The first time I realized that stock options were more than just a nice perk that they had created a culture of their own, different in unexpected ways from the one in which most of us live came about a year after I went to work for Microsoft in the mid-1990s. One of the software jockeys I worked with announced he was going to "retire." He had joined the company straight out of college and had been there seven or eight years. He was 30 years old. Why retire? He explained, "Well, as you know, I just got married, and we want to start having kids. So it seems like a good time for both of us to stop working."
I assumed that this young fellow was rich, though I had, and still have, no clear idea how rich. What hadn't occurred to me is how becoming rich, more or less unexpectedly, at the beginning of your adult life must make the world look different. Different than it looks to normal people who have to worry about money all their lives. Different than it looks to the conventionally rich, who get that way over the course of many years. Different, even, than it looks to those who inherit wealth and therefore grow up knowing it's coming. Of course! You get married, then you retire, then you have kids. That's life. In the stock-option culture, it makes perfect sense.
|
||||||||||||||
|
At Microsoft, until last week, almost every employee got stock options, in varying amounts, every year. Whether they made you rich depended on how early you got there, how long you stayed and how smart or lucky you were about when you cashed them in. (I was moderately late, and moderately stupid.) One of the charms of the stock-option culture is that it scrambles the usual linear relationship between status and wealth. Secretaries, if they got there in the 1980s, own big boats and second homes. Senior managers who came later have smaller bank accounts than some of their subordinates.
Microsoft announced last week that it would stop handing out stock options and start giving employees shares of stock instead. Other tech companies are expected to do likewise. What's the difference? An option is the right to buy a share at a certain price usually the market price at the time the option is issued. So an option is valuable only if the stock goes up. For most of Microsoft's history, that has not been a problem. In recent years, it has been a problem. Most recent options are "under water." They give you the unappealing right to buy the company's stock for more than it's currently selling for.
Actual shares of stock are worth something even if the price goes down. But shares don't increase in value as fast as options when the price is rising. (If a stock goes from $50 to $60, it has increased in value by $10, or 20% before taxes. If you have an option to buy a share of that same stock at $40, when the stock goes from $50 to $60, the value of the option increases from $10 to $20, or 100% before taxes.) And shares cost more for the company to issue, so companies won't hand out as many. In essence, employees will be giving up a risky bet on a lot of money in exchange for a safer bet on somewhat less money. It is an appropriate trade-off for a more sober financial age.
But in the Stock Auction Archipelago places like Seattle and Silicon Valley the stock-option culture will linger. It's a place where people who raise money for worthy causes and are used to circling their prey for months or years get blindsided by large checks from people they've never heard of. It's a world where many dads tend to the home while Mom goes off to work not to prove any political point but just because Mom and Dad took jobs long ago at different companies. Dad's job may even have been bigger. But Mom's company turned out to be Microsoft.
The stock-option culture has been a controlled experiment addressing the great unsolved question: Does money buy happiness? What do you do when, with most of your life still ahead, the thing that gets most of us up most mornings disappears? No doubt it is a nice problem to have, but it is a problem nevertheless. It may not be a problem for Bill Gates and the other high-tech visionaries for whom the company is a crusade. But what about all the ordinary-Joe or -Jane millionaires for whom it may be a great job but it's still just a job?
I wish I could reassure you that money does not buy happiness, but my impression is that on balance it does. Some of these folks retire before their parents can; some keep working as if they still had to. Many go off and start their own companies, looking for a second fortune to prove that the first one wasn't just a fluke. More than a few pour their lives and their money into good works. Others sink both into residential real estate. The money liberates the imaginations of some. Lack of imagination protects others from realizing how badly they've squandered this miraculous opportunity. But one way or another, stock options do seem to have made people happy. Getting shares of stock might make people happy too, but in the slow, old-fashioned way.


* [Task item]:
Your output should be exactly the lines from the one containing "Serialize everything readable" through the final line of the following data, please, with no pictures.
+++
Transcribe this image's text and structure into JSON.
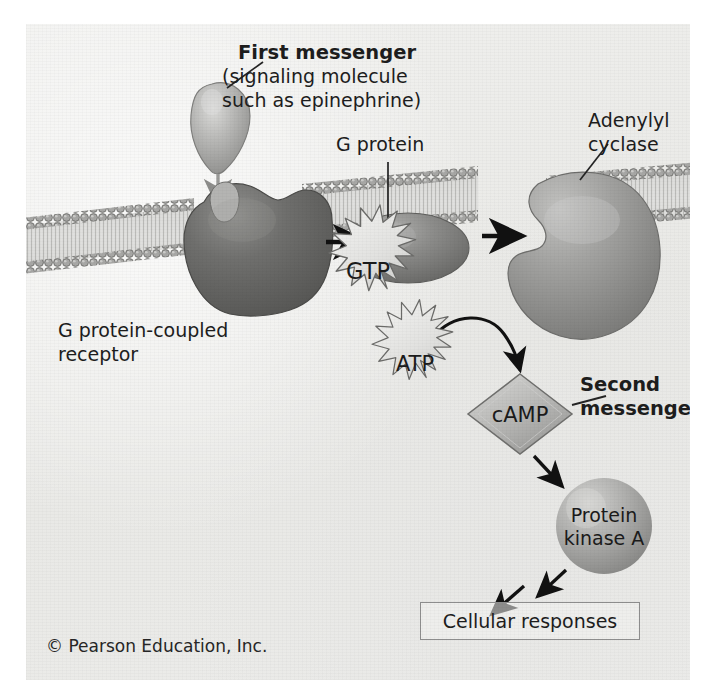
{
  "figure": {
    "background_color": "#eeeeec",
    "ink_color": "#1d1d1d"
  },
  "labels": {
    "first_messenger": {
      "line1": "First messenger",
      "line2": "(signaling molecule",
      "line3": "such as epinephrine)",
      "bold": "true"
    },
    "g_protein": "G protein",
    "adenylyl_cyclase": {
      "line1": "Adenylyl",
      "line2": "cyclase"
    },
    "receptor": {
      "line1": "G protein-coupled",
      "line2": "receptor"
    },
    "second_messenger": {
      "line1": "Second",
      "line2": "messenger",
      "bold": "true"
    },
    "cellular_responses": "Cellular responses",
    "copyright": "© Pearson Education, Inc."
  },
  "molecules": {
    "gtp": "GTP",
    "atp": "ATP",
    "camp": "cAMP",
    "protein_kinase_a": {
      "line1": "Protein",
      "line2": "kinase A"
    }
  },
  "colors": {
    "receptor_fill": "#6e6e6e",
    "g_protein_fill": "#8a8a8a",
    "adenylyl_cyclase_fill": "#9a9a9a",
    "ligand_fill": "#b4b4b4",
    "starburst_fill": "#e6e6e4",
    "camp_fill": "#b9b9b7",
    "kinase_fill": "#b0b0ae",
    "membrane_head": "#9b9b99",
    "arrow_black": "#111111",
    "box_border": "#8d8d8d"
  }
}
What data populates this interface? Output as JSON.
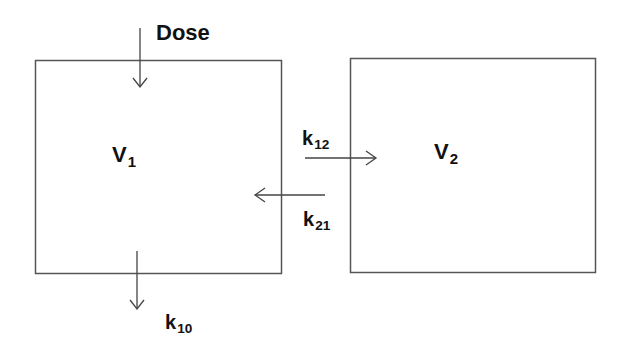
{
  "diagram": {
    "type": "two-compartment pharmacokinetic model",
    "compartments": [
      {
        "id": "central",
        "label_main": "V",
        "label_sub": "1"
      },
      {
        "id": "peripheral",
        "label_main": "V",
        "label_sub": "2"
      }
    ],
    "input": {
      "label": "Dose"
    },
    "rates": {
      "k12": {
        "main": "k",
        "sub": "12"
      },
      "k21": {
        "main": "k",
        "sub": "21"
      },
      "k10": {
        "main": "k",
        "sub": "10"
      }
    },
    "colors": {
      "line": "#555555",
      "text": "#111111",
      "background": "#ffffff"
    }
  }
}
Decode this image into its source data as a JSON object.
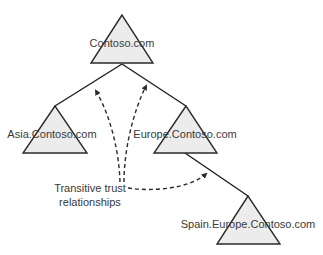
{
  "diagram": {
    "type": "domain-tree",
    "domains": {
      "root": "Contoso.com",
      "asia": "Asia.Contoso.com",
      "europe": "Europe.Contoso.com",
      "spain": "Spain.Europe.Contoso.com"
    },
    "hierarchy": [
      {
        "parent": "Contoso.com",
        "child": "Asia.Contoso.com"
      },
      {
        "parent": "Contoso.com",
        "child": "Europe.Contoso.com"
      },
      {
        "parent": "Europe.Contoso.com",
        "child": "Spain.Europe.Contoso.com"
      }
    ],
    "trust_caption": {
      "line1": "Transitive trust",
      "line2": "relationships"
    },
    "trust_arrows": [
      {
        "from": "caption",
        "to": "Asia-Contoso link"
      },
      {
        "from": "caption",
        "to": "Europe-Contoso link"
      },
      {
        "from": "caption",
        "to": "Europe-Spain link"
      }
    ]
  }
}
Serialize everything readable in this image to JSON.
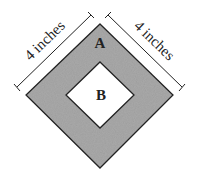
{
  "diagram": {
    "outer_square": {
      "label": "A",
      "fill": "#a9a9a9",
      "stroke": "#222222"
    },
    "inner_square": {
      "label": "B",
      "fill": "#ffffff",
      "stroke": "#222222"
    },
    "dimensions": [
      {
        "side": "upper-left",
        "label": "4 inches"
      },
      {
        "side": "upper-right",
        "label": "4 inches"
      }
    ]
  }
}
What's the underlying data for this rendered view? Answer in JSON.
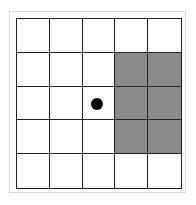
{
  "diagram": {
    "type": "grid",
    "rows": 5,
    "cols": 5,
    "cell_colors": {
      "empty": "#ffffff",
      "shaded": "#8a8a8a",
      "line": "#222222"
    },
    "shaded_cells": [
      {
        "row": 2,
        "col": 4
      },
      {
        "row": 2,
        "col": 5
      },
      {
        "row": 3,
        "col": 4
      },
      {
        "row": 3,
        "col": 5
      },
      {
        "row": 4,
        "col": 4
      },
      {
        "row": 4,
        "col": 5
      }
    ],
    "marker": {
      "shape": "filled-circle",
      "row": 3,
      "col": 3,
      "color": "#000000"
    }
  }
}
+++
* [Result of this task]:
Serialize everything readable in this image to JSON.
{
  "diagram": {
    "outer_square": {
      "label": "A",
      "fill": "#a9a9a9",
      "stroke": "#222222"
    },
    "inner_square": {
      "label": "B",
      "fill": "#ffffff",
      "stroke": "#222222"
    },
    "dimensions": [
      {
        "side": "upper-left",
        "label": "4 inches"
      },
      {
        "side": "upper-right",
        "label": "4 inches"
      }
    ]
  }
}
What's the underlying data for this rendered view? Answer in JSON.
{
  "diagram": {
    "type": "grid",
    "rows": 5,
    "cols": 5,
    "cell_colors": {
      "empty": "#ffffff",
      "shaded": "#8a8a8a",
      "line": "#222222"
    },
    "shaded_cells": [
      {
        "row": 2,
        "col": 4
      },
      {
        "row": 2,
        "col": 5
      },
      {
        "row": 3,
        "col": 4
      },
      {
        "row": 3,
        "col": 5
      },
      {
        "row": 4,
        "col": 4
      },
      {
        "row": 4,
        "col": 5
      }
    ],
    "marker": {
      "shape": "filled-circle",
      "row": 3,
      "col": 3,
      "color": "#000000"
    }
  }
}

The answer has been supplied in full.